You've probably noticed it. You ask AI something. It answers clearly and confidently. And then you look it up and find out the answer was wrong. Completely, factually wrong. But it didn't hedge. It didn't say it wasn't sure. It just said it.

This isn't a bug they forgot to fix. It's a fundamental part of how these systems work. And understanding it changes how you use them.

What's actually happening

When you type a question, the AI doesn't look up the answer somewhere. It generates a response based on patterns it learned from billions of pages of text. It produces what words most likely should come next, given what you asked.

Sometimes those words are right. Sometimes they're wrong. The system doesn't have a way to check. It doesn't have access to a source it can verify against. It produces what fits the pattern. Then it moves on.

What hallucination means

The technical term for this is hallucination. When an AI produces something false as if it were true, that's a hallucination. A made-up fact stated with complete authority. A citation for a paper that doesn't exist. A date that's wrong by a decade.

It's not lying. Lying requires knowing the truth and choosing to say something different. AI doesn't know when it's wrong. It genuinely cannot tell. It produces a response and that response has no error signal attached to it. To the system, a wrong answer and a right answer look exactly the same.

A useful frame

Think of it like a very well-read friend who sometimes misremembers. They've absorbed a lot. Most of what they tell you is accurate. But occasionally they're confidently off. And they have no idea they're off.
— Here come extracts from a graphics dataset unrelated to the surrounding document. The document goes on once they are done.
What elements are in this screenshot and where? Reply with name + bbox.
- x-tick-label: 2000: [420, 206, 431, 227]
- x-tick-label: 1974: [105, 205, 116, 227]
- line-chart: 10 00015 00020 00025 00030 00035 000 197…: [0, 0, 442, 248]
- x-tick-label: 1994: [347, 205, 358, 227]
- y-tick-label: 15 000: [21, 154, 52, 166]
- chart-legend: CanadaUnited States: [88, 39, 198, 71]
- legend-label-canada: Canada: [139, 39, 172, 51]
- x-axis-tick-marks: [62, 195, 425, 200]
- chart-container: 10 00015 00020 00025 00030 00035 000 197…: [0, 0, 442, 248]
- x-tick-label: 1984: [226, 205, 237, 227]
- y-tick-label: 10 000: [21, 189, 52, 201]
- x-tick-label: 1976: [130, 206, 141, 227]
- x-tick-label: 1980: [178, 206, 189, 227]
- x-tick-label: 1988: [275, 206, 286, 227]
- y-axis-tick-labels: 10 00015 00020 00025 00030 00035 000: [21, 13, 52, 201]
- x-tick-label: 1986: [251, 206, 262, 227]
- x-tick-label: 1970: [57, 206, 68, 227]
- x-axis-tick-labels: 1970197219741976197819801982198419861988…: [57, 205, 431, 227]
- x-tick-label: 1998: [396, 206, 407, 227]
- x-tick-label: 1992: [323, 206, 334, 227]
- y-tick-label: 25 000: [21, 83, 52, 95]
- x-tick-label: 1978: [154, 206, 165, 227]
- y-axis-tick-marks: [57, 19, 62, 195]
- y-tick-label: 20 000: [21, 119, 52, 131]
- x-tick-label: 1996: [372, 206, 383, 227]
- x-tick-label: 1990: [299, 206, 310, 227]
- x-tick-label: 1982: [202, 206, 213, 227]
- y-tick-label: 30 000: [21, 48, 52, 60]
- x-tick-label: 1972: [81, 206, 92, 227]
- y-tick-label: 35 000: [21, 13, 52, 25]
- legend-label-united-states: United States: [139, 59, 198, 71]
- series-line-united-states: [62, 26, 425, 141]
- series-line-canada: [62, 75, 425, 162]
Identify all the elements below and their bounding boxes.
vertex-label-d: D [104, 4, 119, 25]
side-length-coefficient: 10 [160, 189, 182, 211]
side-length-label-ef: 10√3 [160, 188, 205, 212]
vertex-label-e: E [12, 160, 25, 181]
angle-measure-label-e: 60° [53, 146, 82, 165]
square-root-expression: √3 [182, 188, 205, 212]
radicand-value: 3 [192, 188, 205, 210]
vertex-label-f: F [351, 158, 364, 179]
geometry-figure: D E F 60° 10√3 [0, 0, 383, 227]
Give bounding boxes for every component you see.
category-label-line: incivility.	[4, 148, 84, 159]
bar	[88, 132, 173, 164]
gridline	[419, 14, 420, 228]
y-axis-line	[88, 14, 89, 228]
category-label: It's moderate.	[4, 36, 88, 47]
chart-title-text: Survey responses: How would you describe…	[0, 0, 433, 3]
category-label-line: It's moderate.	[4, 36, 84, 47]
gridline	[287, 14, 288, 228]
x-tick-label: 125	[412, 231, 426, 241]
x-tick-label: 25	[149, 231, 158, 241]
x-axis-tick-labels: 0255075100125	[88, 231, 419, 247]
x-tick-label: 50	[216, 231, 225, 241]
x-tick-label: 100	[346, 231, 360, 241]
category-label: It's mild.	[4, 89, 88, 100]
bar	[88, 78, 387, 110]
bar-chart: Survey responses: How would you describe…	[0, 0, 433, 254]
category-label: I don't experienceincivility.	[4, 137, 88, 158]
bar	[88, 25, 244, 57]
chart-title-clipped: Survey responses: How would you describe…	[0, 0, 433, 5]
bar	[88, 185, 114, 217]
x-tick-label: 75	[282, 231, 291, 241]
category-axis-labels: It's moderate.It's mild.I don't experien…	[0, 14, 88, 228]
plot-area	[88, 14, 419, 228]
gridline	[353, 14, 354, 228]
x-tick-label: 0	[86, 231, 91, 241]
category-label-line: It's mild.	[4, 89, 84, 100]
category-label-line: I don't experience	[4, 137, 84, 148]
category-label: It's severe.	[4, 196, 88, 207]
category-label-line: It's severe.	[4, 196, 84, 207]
You'd still find that friend useful. You just wouldn't take their word for something important without checking. That's the right relationship to have with AI too.

What to do about it

For low-stakes questions, you often don't need to check. If you ask it to explain what a deductible is, the explanation is almost certainly fine. If you ask it to suggest some ideas for a birthday dinner, the ideas aren't going to be factually wrong.

For higher-stakes questions, ask it to explain its reasoning. Ask where it learned that. Then verify with a reliable source. The AI will often tell you it cannot verify its own sources. That's honest. Work with that.

Use it for things you can check or things where the stakes of being wrong are low. That covers a lot of useful territory.


Knowing this isn't a reason to stop using AI. It's the thing that makes you better at using it than most people. Most people don't know. Now you do.